From: time.com article,
DIED. NGUYEN NGOC LOAN, 67, South Vietnamese national-police commander whose 1968 point-blank execution of a bound Viet Cong prisoner in Saigon stunned Americans when they saw it on film; in Burke, Va. The widely reprinted photo, which won a Pulitzer Prize for Associated Press photographer Eddie Adams, fortified public opinion against the war. After the fall of Saigon, Loan and his family moved to Virginia, where he ran a restaurant. (See Eulogy below.)
Eulogy
By EDDIE ADAMS
won a Pulitzer Prize in 1969 for a photograph of one man shooting another. Two people died in that photograph: the recipient of the bullet and GENERAL NGUYEN NGOC LOAN. The general killed the Viet Cong; I killed the general with my camera. Still photographs are the most powerful weapon in the world. People believe them, but photographs do lie, even without manipulation. They are only half-truths. What the photograph didn't say was, "What would you do if you were the general at that time and place on that hot day, and you caught the so-called bad guy after he blew away one, two or three American soldiers?" General Loan was what you would call a real warrior, admired by his troops. I'm not saying what he did was right, but you have to put yourself in his position. The photograph also doesn't say that the general devoted much of his time trying to get hospitals built in Vietnam for war casualties. This picture really messed up his life. He never blamed me. He told me if I hadn't taken the picture, someone else would have, but I've felt bad for him and his family for a long time. I had kept in contact with him; the last time we spoke was about six months ago, when he was very ill. I sent flowers when I heard that he had died and wrote, "I'm sorry. There are tears in my eyes."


▶ [WHAT THE EXERCISE ASKS]
Could you copy out every line of the data where the word "emergency" occurs?

▶ [DATA FOR THIS TASK]

============

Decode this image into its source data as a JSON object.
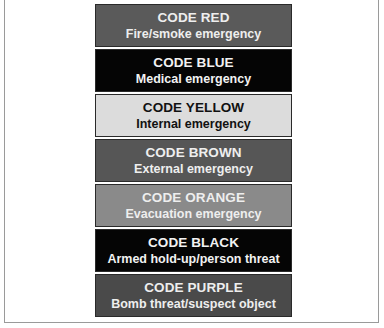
{
  "codes": [
    {
      "title": "CODE RED",
      "description": "Fire/smoke emergency",
      "bg": "#5a5a5a",
      "fg": "#eeeeee"
    },
    {
      "title": "CODE BLUE",
      "description": "Medical emergency",
      "bg": "#050505",
      "fg": "#f2f2f2"
    },
    {
      "title": "CODE YELLOW",
      "description": "Internal emergency",
      "bg": "#dcdcdc",
      "fg": "#111111"
    },
    {
      "title": "CODE BROWN",
      "description": "External emergency",
      "bg": "#565656",
      "fg": "#eeeeee"
    },
    {
      "title": "CODE ORANGE",
      "description": "Evacuation emergency",
      "bg": "#8a8a8a",
      "fg": "#eeeeee"
    },
    {
      "title": "CODE BLACK",
      "description": "Armed hold-up/person threat",
      "bg": "#050505",
      "fg": "#f2f2f2"
    },
    {
      "title": "CODE PURPLE",
      "description": "Bomb threat/suspect object",
      "bg": "#4a4a4a",
      "fg": "#eeeeee"
    }
  ]
}
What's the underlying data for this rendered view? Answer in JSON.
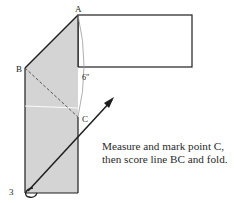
{
  "figure": {
    "step_number": "3",
    "labels": {
      "point_a": "A",
      "point_b": "B",
      "point_c": "C",
      "measurement": "6″"
    },
    "caption": "Measure and mark point C, then score line BC and fold.",
    "colors": {
      "shaded_panel": "#d4d4d4",
      "outline": "#1e1e1e",
      "measure_arc": "#9a9a9a",
      "background": "#ffffff"
    }
  }
}
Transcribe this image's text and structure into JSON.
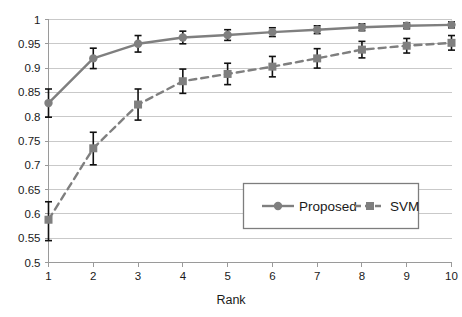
{
  "chart_data": {
    "type": "line",
    "title": "",
    "xlabel": "Rank",
    "ylabel": "",
    "x": [
      1,
      2,
      3,
      4,
      5,
      6,
      7,
      8,
      9,
      10
    ],
    "categories": [
      "1",
      "2",
      "3",
      "4",
      "5",
      "6",
      "7",
      "8",
      "9",
      "10"
    ],
    "xlim": [
      1,
      10
    ],
    "ylim": [
      0.5,
      1
    ],
    "ytick_labels": [
      "1",
      "0.95",
      "0.9",
      "0.85",
      "0.8",
      "0.75",
      "0.7",
      "0.65",
      "0.6",
      "0.55",
      "0.5"
    ],
    "ytick_values": [
      1,
      0.95,
      0.9,
      0.85,
      0.8,
      0.75,
      0.7,
      0.65,
      0.6,
      0.55,
      0.5
    ],
    "xtick_labels": [
      "1",
      "2",
      "3",
      "4",
      "5",
      "6",
      "7",
      "8",
      "9",
      "10"
    ],
    "grid": "horizontal",
    "legend_position": "lower-right-inside",
    "series": [
      {
        "name": "Proposed",
        "line_style": "solid",
        "marker": "circle",
        "color": "#7f7f7f",
        "values": [
          0.828,
          0.92,
          0.95,
          0.963,
          0.968,
          0.974,
          0.979,
          0.984,
          0.987,
          0.989
        ],
        "err_low": [
          0.799,
          0.899,
          0.933,
          0.95,
          0.957,
          0.965,
          0.971,
          0.977,
          0.981,
          0.983
        ],
        "err_high": [
          0.857,
          0.941,
          0.967,
          0.976,
          0.979,
          0.983,
          0.987,
          0.991,
          0.993,
          0.995
        ]
      },
      {
        "name": "SVM",
        "line_style": "dashed",
        "marker": "square",
        "color": "#7f7f7f",
        "values": [
          0.588,
          0.735,
          0.825,
          0.873,
          0.888,
          0.903,
          0.92,
          0.938,
          0.946,
          0.952
        ],
        "err_low": [
          0.545,
          0.701,
          0.793,
          0.848,
          0.866,
          0.882,
          0.9,
          0.921,
          0.931,
          0.937
        ],
        "err_high": [
          0.625,
          0.768,
          0.857,
          0.898,
          0.91,
          0.924,
          0.94,
          0.955,
          0.961,
          0.967
        ]
      }
    ]
  },
  "legend": {
    "entries": [
      {
        "label": "Proposed"
      },
      {
        "label": "SVM"
      }
    ]
  },
  "axes": {
    "x_title": "Rank"
  },
  "colors": {
    "series_gray": "#7f7f7f",
    "errorbar_black": "#111111",
    "gridline": "#c9c9c9",
    "axis": "#9a9a9a",
    "background": "#ffffff"
  }
}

============

▶ [WRITTEN ANSWER]
      "description": "Fire/smoke emergency",
      "description": "Medical emergency",
      "description": "Internal emergency",
      "description": "External emergency",
      "description": "Evacuation emergency",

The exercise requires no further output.